Landry travels to the region to provide services such as diagnostic imaging as well as cortisone shots and other infiltrations to patients — services that are otherwise not available to them on the islands. 

He said the postponement of his appointments is quite worrisome. 

“You’re asking people to just live either on heavy painkillers — medication that [has] a lot of side effects — or to just live with the pain until I get there again,” he said. 

For the last few years, travels to the small archipelago have been fraught with delays, reservation issues and miscommunication, according to Landry. 

“It’s been very difficult to even get to the Magdalen Islands ever since the pandemic started, because Air Canada [stopped going there] during off season, like after September,” he said. 

You’re asking people to just live either on heavy painkillers … or to just live with the pain.– Dr.

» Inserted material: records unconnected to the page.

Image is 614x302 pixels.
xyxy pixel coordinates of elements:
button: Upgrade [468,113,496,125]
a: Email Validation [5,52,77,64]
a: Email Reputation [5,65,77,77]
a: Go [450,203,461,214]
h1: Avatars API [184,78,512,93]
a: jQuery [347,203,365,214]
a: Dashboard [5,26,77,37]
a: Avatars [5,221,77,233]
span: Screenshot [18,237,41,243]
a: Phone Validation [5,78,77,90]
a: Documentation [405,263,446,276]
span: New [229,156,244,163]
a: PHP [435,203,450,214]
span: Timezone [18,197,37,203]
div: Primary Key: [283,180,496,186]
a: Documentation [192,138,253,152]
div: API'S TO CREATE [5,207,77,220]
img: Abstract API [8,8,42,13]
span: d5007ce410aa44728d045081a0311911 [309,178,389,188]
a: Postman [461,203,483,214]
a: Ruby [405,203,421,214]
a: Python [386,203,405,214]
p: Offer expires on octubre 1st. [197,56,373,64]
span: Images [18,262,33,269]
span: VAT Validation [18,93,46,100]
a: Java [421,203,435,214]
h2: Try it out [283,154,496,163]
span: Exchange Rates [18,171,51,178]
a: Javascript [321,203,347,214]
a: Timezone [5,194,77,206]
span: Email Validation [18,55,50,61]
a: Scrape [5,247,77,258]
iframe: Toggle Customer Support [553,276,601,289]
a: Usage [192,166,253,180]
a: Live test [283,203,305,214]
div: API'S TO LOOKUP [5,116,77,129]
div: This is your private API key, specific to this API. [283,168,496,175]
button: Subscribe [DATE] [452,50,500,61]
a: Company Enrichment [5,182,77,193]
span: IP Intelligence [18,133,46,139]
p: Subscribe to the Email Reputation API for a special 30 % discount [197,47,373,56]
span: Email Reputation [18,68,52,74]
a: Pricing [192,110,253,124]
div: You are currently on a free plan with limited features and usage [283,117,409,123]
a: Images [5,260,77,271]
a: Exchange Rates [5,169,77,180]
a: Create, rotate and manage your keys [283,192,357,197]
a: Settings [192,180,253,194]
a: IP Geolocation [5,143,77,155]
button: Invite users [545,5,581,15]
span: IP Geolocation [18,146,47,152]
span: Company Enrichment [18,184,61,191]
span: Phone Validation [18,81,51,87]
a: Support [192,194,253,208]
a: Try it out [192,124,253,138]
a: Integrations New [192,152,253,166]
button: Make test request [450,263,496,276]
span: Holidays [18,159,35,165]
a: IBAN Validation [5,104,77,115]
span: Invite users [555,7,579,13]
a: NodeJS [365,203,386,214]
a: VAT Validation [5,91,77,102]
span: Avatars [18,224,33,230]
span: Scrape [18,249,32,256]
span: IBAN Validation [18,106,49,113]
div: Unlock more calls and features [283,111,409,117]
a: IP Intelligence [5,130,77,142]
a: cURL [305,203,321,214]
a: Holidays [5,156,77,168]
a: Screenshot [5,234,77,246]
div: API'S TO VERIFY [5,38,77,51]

David Landry, radiologist

When reached for comment, Air Canada said airline industry operations have been affected by resource issues at third-party service providers, saying this was the cause of Landry’s flight cancellation. 

The airline says in these situations, it does everything possible to find alternative solutions for its customers, saying it “fully appreciates the disappointment and inconvenience” that schedule changes can cause, a statement to CBC News said. 

Health authority fears doctors will abandon Islands

Sophie Doucet, CEO of the regional health authority, the CISSS des Îles, says being a remote and isolated region, the Magdalan Islands relies heavily on hundreds of out-of-area medical specialists, whose visits allow patients to avoid having to travel for specialized services. 

She says Pascan Aviation, a small Quebec regional airline with which the CISSS has a contract for the transportation of users, is the only airline that serves the Magdalen Islands year-round.

Doucet says the health authority has been in discussion with Pascan since last January in order to identify the problems and possible solutions for some of these travel issues. 

She says if the situation deteriorates further, “I would fear that the Magdalen Islands would lose its appeal in attracting specialists to come [here],” she said. 

Doucet said emergency services are still available at all times on the Islands. 

Joël Arseneau, former mayor of the Magdalen Islands and current MNA for the riding, says he’s in talks with the CISSS to remedy the “unreliability” of the current congested system.

He suggests freeing up priority space on commercial flights for health-care workers and patients or considering the implementation of a parallel service using charter flights for these people. 

According to Landry, if the situation doesn’t improve in the coming weeks or months, a lot fewer doctors will be willing to go to the islands — a situation that could lead to patient deaths. 

“If they miss radiation therapy or if they miss a surgery, that could potentially be life-threatening,” he said.

Landry also made it clear that he doesn’t blame airline staff, who are “trying their best.” 

“But my point is that those failures, they do have a lot of impact that may not be foreseen,” he said.